Happy Thursday!
Hello, Curse and Coffee friends,
Today, we explore the backlash against ChatGPT’s ads.
Hit reply and let us know what you think (we read all of your kind words).
Coffee at the ready…
The Big Sip

The person who helped write OpenAI's safety rules just quit (on the same day the company started selling ads against your therapy chats).
The take: When your own policy researcher times her exit to your ad launch, the privacy blog post isn't reassuring anyone.
What happened: Zoë Hitzig resigned from OpenAI on Monday, the day ChatGPT ads went live. She's an economist, a Harvard Junior Fellow, and spent two years as a research scientist shaping how OpenAI built and priced its models.

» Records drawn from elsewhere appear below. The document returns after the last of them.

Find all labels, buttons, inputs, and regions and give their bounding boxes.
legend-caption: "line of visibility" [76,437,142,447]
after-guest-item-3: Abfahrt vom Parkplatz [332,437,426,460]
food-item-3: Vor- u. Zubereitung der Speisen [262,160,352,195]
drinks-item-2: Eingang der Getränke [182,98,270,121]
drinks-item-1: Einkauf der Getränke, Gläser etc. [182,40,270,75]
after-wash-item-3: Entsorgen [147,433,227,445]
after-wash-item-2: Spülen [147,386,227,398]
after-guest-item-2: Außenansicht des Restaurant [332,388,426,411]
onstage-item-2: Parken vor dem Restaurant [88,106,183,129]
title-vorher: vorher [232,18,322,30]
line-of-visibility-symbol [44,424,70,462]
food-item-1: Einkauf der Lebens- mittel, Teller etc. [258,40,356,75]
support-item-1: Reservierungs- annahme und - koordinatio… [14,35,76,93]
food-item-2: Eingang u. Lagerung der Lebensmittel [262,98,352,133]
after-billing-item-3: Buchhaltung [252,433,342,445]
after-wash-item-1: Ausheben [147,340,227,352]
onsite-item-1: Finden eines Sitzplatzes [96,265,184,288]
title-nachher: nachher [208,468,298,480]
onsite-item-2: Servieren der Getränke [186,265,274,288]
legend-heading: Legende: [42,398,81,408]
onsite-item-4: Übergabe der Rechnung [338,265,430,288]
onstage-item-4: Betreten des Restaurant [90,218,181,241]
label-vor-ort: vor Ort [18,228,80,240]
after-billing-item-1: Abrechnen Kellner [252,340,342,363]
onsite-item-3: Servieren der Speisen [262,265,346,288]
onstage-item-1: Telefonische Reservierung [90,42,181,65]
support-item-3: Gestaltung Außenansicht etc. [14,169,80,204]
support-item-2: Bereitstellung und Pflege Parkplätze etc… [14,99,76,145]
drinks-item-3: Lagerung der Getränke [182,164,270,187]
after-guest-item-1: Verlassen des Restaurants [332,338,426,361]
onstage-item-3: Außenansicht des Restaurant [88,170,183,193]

Why it matters: 800 million weekly users. Over 90% on free or Go tiers. All now see ads matched to their conversation topics, chat history, and ad clicks.
What to watch: Senator Ed Markey set today — 12 February — as OpenAI's deadline to explain how it will handle sensitive conversations in ads.

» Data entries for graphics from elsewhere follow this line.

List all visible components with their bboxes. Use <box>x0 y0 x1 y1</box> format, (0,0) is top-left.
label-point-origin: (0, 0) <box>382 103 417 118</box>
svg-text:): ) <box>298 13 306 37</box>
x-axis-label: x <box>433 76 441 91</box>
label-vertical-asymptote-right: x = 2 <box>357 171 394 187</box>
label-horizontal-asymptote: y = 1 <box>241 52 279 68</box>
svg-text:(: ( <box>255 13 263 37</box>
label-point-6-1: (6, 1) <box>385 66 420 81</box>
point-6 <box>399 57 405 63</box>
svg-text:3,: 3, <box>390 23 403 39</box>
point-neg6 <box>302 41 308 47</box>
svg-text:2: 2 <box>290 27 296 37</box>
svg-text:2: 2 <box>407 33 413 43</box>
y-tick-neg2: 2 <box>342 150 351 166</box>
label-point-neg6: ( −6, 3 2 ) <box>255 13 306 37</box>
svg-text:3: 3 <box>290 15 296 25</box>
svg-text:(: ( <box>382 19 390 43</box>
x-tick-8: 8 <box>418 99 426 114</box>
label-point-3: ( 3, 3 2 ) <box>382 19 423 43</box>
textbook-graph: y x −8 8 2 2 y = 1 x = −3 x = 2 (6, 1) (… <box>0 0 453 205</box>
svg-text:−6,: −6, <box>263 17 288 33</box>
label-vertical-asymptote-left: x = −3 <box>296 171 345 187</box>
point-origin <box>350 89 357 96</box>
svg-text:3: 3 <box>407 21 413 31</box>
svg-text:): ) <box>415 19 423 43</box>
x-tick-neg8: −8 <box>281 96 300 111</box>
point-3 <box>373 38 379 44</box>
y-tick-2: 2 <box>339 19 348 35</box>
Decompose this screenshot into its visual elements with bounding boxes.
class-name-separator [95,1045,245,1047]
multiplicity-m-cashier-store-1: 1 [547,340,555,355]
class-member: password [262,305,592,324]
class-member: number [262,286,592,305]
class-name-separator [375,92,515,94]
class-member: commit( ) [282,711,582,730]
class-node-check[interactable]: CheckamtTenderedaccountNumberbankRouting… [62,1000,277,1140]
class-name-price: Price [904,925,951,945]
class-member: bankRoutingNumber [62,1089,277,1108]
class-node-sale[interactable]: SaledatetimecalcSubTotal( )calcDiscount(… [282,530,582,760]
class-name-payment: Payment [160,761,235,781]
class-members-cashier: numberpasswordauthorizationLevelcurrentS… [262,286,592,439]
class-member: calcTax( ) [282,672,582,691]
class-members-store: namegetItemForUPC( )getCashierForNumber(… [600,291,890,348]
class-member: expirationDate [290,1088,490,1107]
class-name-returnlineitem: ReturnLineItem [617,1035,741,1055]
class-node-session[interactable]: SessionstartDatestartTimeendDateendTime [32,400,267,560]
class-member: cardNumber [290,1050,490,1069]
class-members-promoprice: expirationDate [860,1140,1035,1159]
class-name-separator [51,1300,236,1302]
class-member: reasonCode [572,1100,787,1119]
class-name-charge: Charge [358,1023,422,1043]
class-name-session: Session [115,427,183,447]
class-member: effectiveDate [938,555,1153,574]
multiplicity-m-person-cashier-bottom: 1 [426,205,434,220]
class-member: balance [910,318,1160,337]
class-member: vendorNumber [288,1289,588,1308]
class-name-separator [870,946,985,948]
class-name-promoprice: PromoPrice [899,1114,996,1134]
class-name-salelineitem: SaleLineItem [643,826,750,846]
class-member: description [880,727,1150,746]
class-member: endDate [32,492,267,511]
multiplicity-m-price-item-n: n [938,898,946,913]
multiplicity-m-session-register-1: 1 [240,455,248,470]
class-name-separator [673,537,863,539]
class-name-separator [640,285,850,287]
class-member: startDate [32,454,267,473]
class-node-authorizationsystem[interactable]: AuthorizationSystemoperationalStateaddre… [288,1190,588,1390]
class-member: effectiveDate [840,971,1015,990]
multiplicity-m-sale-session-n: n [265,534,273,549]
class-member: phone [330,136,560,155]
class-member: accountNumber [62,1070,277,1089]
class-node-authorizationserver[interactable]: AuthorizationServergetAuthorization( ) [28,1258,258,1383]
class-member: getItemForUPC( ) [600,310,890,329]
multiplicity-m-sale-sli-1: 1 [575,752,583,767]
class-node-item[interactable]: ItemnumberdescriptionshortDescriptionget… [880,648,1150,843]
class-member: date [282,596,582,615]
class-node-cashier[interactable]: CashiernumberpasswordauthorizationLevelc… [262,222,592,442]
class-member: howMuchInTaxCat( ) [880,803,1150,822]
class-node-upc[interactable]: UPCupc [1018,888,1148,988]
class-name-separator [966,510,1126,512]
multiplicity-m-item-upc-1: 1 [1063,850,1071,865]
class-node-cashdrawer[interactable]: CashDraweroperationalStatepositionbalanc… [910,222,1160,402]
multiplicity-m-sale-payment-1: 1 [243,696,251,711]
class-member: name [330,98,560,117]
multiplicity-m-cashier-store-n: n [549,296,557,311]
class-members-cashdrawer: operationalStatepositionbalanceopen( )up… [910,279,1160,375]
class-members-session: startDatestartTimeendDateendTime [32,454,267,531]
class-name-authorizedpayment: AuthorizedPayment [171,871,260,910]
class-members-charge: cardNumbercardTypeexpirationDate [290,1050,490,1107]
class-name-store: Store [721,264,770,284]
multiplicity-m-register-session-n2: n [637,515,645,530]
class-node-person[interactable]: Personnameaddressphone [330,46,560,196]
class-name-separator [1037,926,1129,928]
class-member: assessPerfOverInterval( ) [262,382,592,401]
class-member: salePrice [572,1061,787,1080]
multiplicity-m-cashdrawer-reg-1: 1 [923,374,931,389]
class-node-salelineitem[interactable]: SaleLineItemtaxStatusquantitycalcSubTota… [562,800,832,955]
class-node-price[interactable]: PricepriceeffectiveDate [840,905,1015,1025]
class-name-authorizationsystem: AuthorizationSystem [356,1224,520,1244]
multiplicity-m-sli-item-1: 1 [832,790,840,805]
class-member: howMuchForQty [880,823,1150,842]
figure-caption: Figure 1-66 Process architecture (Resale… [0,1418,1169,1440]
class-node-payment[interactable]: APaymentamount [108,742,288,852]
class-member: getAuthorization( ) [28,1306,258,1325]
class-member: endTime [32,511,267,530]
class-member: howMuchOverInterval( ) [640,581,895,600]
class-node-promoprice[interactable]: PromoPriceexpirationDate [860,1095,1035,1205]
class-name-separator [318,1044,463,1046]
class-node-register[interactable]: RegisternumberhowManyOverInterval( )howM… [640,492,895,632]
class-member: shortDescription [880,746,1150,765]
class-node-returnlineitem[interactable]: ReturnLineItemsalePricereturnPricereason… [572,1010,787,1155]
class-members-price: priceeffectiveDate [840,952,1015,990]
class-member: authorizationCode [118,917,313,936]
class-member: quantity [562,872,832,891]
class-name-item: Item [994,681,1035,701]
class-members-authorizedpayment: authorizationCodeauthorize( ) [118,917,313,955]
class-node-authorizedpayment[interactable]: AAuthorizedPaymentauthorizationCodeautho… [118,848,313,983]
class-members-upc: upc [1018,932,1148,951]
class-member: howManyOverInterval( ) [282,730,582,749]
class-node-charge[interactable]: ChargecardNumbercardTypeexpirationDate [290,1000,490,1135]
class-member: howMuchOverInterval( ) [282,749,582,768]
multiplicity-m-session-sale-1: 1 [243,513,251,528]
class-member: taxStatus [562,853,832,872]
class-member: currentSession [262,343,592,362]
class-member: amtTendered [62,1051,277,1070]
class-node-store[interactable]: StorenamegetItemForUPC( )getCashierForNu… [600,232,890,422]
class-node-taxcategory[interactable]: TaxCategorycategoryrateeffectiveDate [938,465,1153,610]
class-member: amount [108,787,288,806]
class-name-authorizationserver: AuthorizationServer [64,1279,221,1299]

Altman called ads a "last resort" in 2024. OpenAI burned through $8 billion in 2025. Last resorts move fast when you're chasing a $100 billion funding round.
[Analysis] Gizmodo / The Decoder, 12 Feb 2026
Background: Hitzig isn't vague about risk. She names a precedent. Facebook promised users control over their data and the ability to vote on policy changes. America's consumer watchdog, the FTC, later found that those privacy updates did the opposite. OpenAI's blog post makes similar-sounding promises today.
Key quote: Will the first ads follow OpenAI's principles? Probably, she wrote. But the company is building a money machine with strong incentives to break its own rules.
Strategic timing: OpenAI is closing in on $100 billion in funding and eyeing a stock-market listing this year. Hitzig's argument isn't that ads are evil now. It's that listing pressure makes tomorrow's ads worse — and nothing in the contract stops it from getting worse.